Ida B. Wells-Barnett

“The way to right wrongs is to turn the light upon them.”

Ida B. Wells-Barnett

(1862-1931)

Wells was born enslaved in Holly Springs, Mississippi in 1862. Her father established Rust College where she received her early education, but was forced to drop out when she lost both parents to yellow fever. As the oldest she had to care for her siblings. At 16, convincing a nearby school administrator that she was 18, she landed a job as a teacher.

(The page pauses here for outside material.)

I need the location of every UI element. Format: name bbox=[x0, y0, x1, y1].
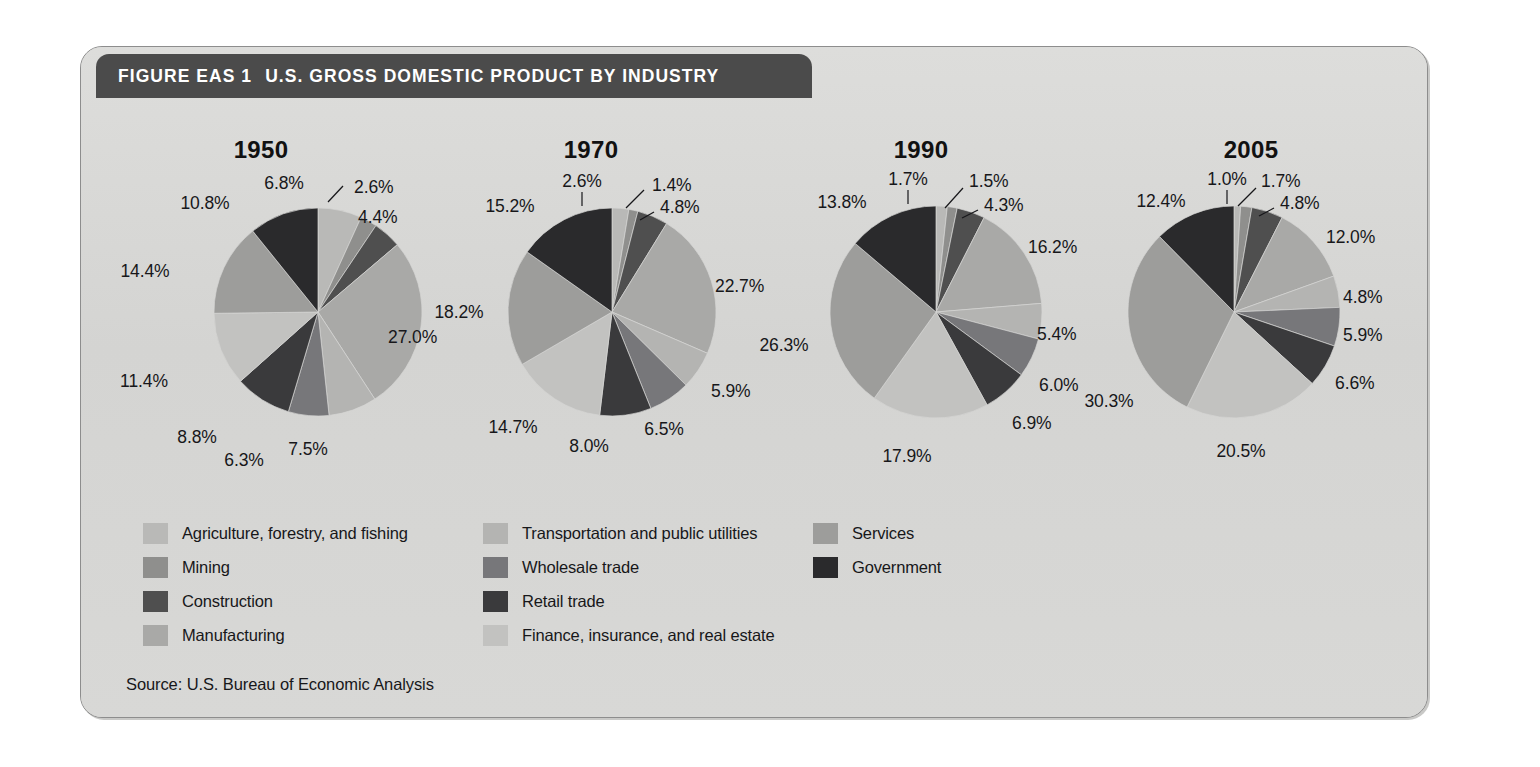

In 1882, Wells moved with her sisters to Memphis, Tennessee to live with their aunt and continued her education at Fisk University in Nashville. While on a train ride from Memphis to Nashville, Wells reached a turning point. Train personnel demanded she move to the car for African Americans even after she had purchased a first class ticket. Wells refused on principle, before being forcibly removed from the train. She bit one of the crew members and then sued the railroad, winning a $500 settlement in a circuit case court. The decision was later overturned by the Tennessee Supreme Court.

Following this incident, Wells began writing about issues of race and politics in the South and was very prolific. She later became an owner of two newspapers: The Memphis Free Speech and Free Speech and Headlight. In addition to working as a journalist and publisher, Wells worked as a teacher in a segregated public school in Memphis but was fired for speaking openly about its conditions. 

In 1892, Wells turned her attention to anti-lynching after a friend and two of his business associates were murdered. She is best known for her anti-lynching campaign and her outspoken editorials. Her newspaper office and equipment was destroyed as a result. 

That didn’t stop her though, and she brought her anti-lynching campaign to the White House in 1898 and called for President McKinley to make reforms. 

In 1895, Wells married Ferdinand Barnett, with whom she had four children. 

In 1896, Wells formed several civil rights organizations, including the National Association of Colored Women and in 1909, and she was one of the founders of National Association for the Advancement of Colored People (NAACP). She was an active fighter for women’s suffrage, particularly for Black women and founded the Alpha Suffrage Club in Chicago, organizing women in the city to elect candidates who would best serve the Black community. 

In the 1913 Suffrage Parade in Washington D.C., organizers asked women of color to march at the back of the parade. Wells refused, and stood on the parade sidelines to march with the white suffragists just as they were passing. Work done by Wells and the Alpha Suffrage Club played a crucial role in the victory of woman suffrage in Illinois on June 25, 1913 with the passage of the Illinois Equal Suffrage Act.

Her life is such a long record of fighting for civil rights, an incredible legacy of social and political activism, beginning as a teen to the day she died at 69.